Nonelectronic ADCs usually use some scheme similar to one of the above.


Commercial analog-to-digital converters

These are usually integrated circuits.

Most converters sample with 6 to 24 bits of resolution, and produce fewer than 1 megasample per second. It is rare to get more than 24 bits of resolution. Mega- and gigasample converters are available, though (Feb 2002). Megasample converters are required in digital video cameras, video capture cards, and TV tuner cards to convert full-speed analog video to digital video files. Commercial converters usually have ±0.5 to ±1.5 LSB error in their output.

In many cases the most expensive part of an integrated circuit is the pins, because they make the package larger, and each pin has to be connected to the integrated circuit's silicon. To save pins, it's common for slow ADCs to send their data one bit at a time over a serial interface to the computer, with the next bit coming out when a clock signal changes state, say from zero to 5V. This saves quite a few pins on the ADC package, and in many cases, does not make the overall design any more complex. (Even microprocessors which use memory-mapped IO only need a few bits of a port to implement a serial bus to an ADC.)

Commercial ADCs often have several inputs that feed the same converter, usually through an analog multiplexer. Different models of ADC may include sample and hold circuits, instrumentation amplifiers or differential inputs, where the quantity measured is the difference between two voltages.

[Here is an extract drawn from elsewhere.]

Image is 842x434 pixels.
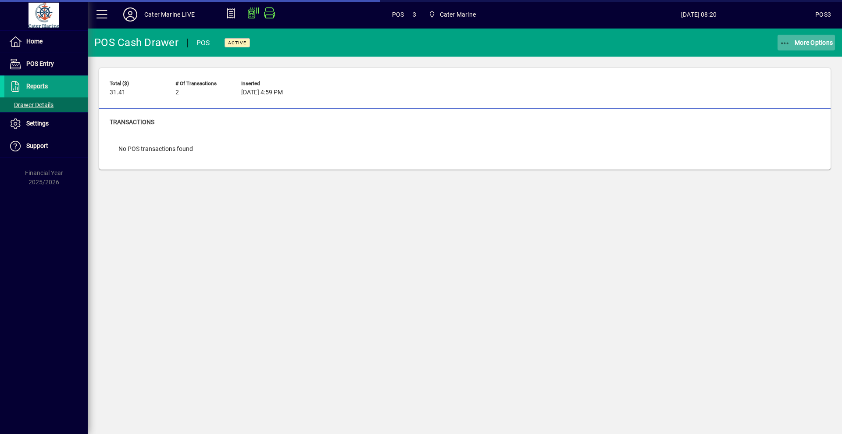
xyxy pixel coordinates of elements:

Application to music recording

ADCs are integral to current music reproduction technology. Since much music production is done on computers, when an analog recording is used, an ADC is needed to create the PCM data stream that goes onto a compact disc.

The current crop of AD converters utilized in music can sample at rates up to 192 kilohertz. Many people in the business consider this an overkill and pure marketing hype, due to the Nyquist-Shannon sampling theorem. Simply put, they say the analog waveform does not have enough information in it to necessitate such high sampling rates, and typical recording techniques for high-fidelity audio are usually sampled at either 44.1 kHz (the standard for CD) or 48 kHz (commonly used for radio/TV broadcast applications). However, this kind of bandwidth headroom allows the use of cheaper or faster anti-aliasing filters.

Other applications

AD converters are used virtually everywhere where an analog signal has to be processed, stored, or transported in digital form. Fast video ADCs are used, for example, in TV tuner cards. Slow on-chip 8, 10, 12, or 16 bit ADCs are common in microcontrollers. Very fast ADCs are needed in digital oscilloscopes, and are crucial for new applications like software defined radio.

See also

References

  • "Understanding analog to digital converter specifications" article by Len Staller 2005-02-24.
  • S. Norsworthy, R. Schreier, G. Temes, Delta-Sigma Data Converters. ISBN 0-7803-1045-4.
  • Mingliang Liu, Demystifying Switched-Capacitor Circuits. ISBN 0-7506-7907-7.
  • Behzad Razavi, Principles of Data Conversion System Design. ISBN 0-7803-1093-4.
  • David Johns, Ken Martin, Analog Integrated Circuit Design. ISBN 0-471-14448-7.
  • Phillip E. Allen, Douglas R. Holberg, CMOS Analog Circuit Design. ISBN 0-19-511644-5.